Teaming with the Irish Climate Science Forum (ICSF), Climate Intelligence (CLINTEL) has produced a 17 page catalog of “misrepresentations” on the 40th page of the IPCC AR6 Summary for Policy Makers, better known as the SPM. Now they have sent this error list to the IPCC Chair and other world leaders. You can read it here.

The analysis begins with a summary cover letter to Dr. Hoesung Lee, Chair of the IPCC, titled: “Critique of the AR6 WG1 Summary for Policymakers (SPM)”. It is signed by Guus Berkhout, President of CLINTEL, and Jim OBrien, Chair of the ICSF.

The principal conclusion of the detailed critique is stated in the letter, as follows:

“We regrettably conclude that the SPM is erroneously pointing to a climate crisisthat does not exist in reality. The SPM is inappropriately being used to justify drastic social, economic and human changes through severe mitigation, while prudent adaptation to whatever modest climate change occurs in the decades ahead would be much more appropriate. Given the magnitude of proposed policy implications, the SPM has to be of the highest scientific standards and demonstrate impeccable scientific integrity within the IPCC.”

The cover letter also contains this succinct summary of their findings of misrepresentation of the science:

“1. It is not unequivocalthat human influence alone has warmed the planet; the observed modest warming of ~1°C since 1850-1900 has occurred through some as yet unresolved combination of anthropogenic and natural influences.

2. The new hockey-stickgraph (Fig SPM.1), when analyzed in detail, is a concoction of disparate indicators from various time periods over the last 2,000 years, which together fail to recognise the intervening well-established temperature variability, for example of the  Roman and Medieval Warming periods and of the Little Ice Age.

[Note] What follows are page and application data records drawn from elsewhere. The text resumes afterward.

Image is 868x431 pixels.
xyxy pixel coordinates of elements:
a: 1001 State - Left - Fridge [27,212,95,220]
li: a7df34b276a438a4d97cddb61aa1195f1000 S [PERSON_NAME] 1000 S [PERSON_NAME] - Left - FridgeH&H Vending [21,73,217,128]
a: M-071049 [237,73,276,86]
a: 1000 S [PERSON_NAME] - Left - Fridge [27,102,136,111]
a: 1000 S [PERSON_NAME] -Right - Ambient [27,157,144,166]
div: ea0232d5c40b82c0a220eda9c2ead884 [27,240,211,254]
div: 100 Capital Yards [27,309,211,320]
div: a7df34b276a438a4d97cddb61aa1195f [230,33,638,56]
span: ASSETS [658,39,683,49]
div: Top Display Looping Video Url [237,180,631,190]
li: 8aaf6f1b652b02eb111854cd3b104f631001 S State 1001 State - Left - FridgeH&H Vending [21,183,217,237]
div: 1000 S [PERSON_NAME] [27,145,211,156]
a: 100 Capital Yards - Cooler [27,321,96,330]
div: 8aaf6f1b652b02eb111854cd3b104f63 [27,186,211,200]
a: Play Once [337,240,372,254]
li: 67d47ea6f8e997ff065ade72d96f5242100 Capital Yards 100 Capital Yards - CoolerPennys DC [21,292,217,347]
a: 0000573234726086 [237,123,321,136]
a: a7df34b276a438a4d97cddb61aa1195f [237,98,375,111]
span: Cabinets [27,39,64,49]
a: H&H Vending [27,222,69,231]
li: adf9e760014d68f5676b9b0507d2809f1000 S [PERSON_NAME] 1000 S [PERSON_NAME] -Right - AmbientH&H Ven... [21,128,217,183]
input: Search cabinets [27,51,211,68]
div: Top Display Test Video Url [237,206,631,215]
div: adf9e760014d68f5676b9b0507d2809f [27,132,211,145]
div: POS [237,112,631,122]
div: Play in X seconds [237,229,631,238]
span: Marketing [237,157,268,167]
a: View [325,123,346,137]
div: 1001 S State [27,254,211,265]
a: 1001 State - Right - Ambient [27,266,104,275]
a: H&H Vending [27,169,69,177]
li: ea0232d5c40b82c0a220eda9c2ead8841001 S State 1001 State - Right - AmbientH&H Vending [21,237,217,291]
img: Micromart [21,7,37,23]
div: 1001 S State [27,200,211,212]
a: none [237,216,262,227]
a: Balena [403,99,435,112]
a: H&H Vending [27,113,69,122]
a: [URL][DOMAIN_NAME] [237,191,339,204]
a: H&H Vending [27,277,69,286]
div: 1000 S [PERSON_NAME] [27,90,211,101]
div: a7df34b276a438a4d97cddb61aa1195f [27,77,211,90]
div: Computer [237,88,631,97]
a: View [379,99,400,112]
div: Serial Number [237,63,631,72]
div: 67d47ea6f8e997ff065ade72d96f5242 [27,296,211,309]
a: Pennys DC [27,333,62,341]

3. The incidence of so-called extreme weatherevents is erroneously misrepresented in the SPM  compared to the more accurate depictions in the draft main report, which latter identify no statistically-significant trends in many categories over time.

4. Developments in the cryosphere are also misrepresented in the SPM, particularly noting that there is virtually no trend in Arctic sea ice in the last 15 years.

5. Likewise, developments in the ocean are erroneously misrepresented in the SPM; in particular, the likely modest GMSL rise to 2100 does not point to any climate crisis”.

6. TheCMIP6 climate models are even more sensitive than the already overly-sensitive CMIP5 models of AR5, and ignore peer-reviewed scientific evidence of low climate sensitivity. The models lead to invalid conclusions on ECS and carbon budgets”; the likely global temperature increase to 2100 does not indicate a climate crisis.”

Professor Berkhout points out that the CLINTEL/ICSF critique is in full agreement with the real world as recently described by professor Ole Humlums database (see the latest version of September 2021 here):

1. In the last 30 years, the global air temperature increase is only ca. 0.17°C per decade.

2. According to tidal gauges along the coasts, the average sea level increases about 1-2 mm/yr.

3. Since 2004, the global oceans above 100m had a maximum warming of about 0.2°C, mainly due to solar radiation near the Equator.

4. Changes in the atmospheric CO2 follow changes in global air temperature and global air temperature follows changes in ocean surface temperature.

5. The COVID-related drop in GHG emissions have no perceptible effect on the atmospheric CO2. It confirms that natural sinks and sources for atmospheric CO2 far outweigh human contributions.

The cover letter to Dr. Lee concludes with this critical observation:

“You may recall that, in 2010, the InterAcademy Council carried out an independent review of the IPCC procedures at the request of the then UN Secretary-General and IPCC Chairman. Among its recommendations were that reviewerscomments be adequately considered by the authors and that genuine controversies be adequately reflected in IPCC reports. The AR6 SPM inspires little confidence that these recommendations have been put into effect.”

The message of the CLINTEL/ICSF critique tells us loud and clear that the SPM seriously overstates and misrepresents the science, with a glaring bias toward unsupported anthropogenic global warming (AGW). The SPM describes a political make-belief world! The CLINTEL/ICSF critique also confirms that it is about time that the emphasis in climate science be shifted from theoretical modeling to climate imaging. See my article here

To quote Professor Berkhout: Let the data Speak.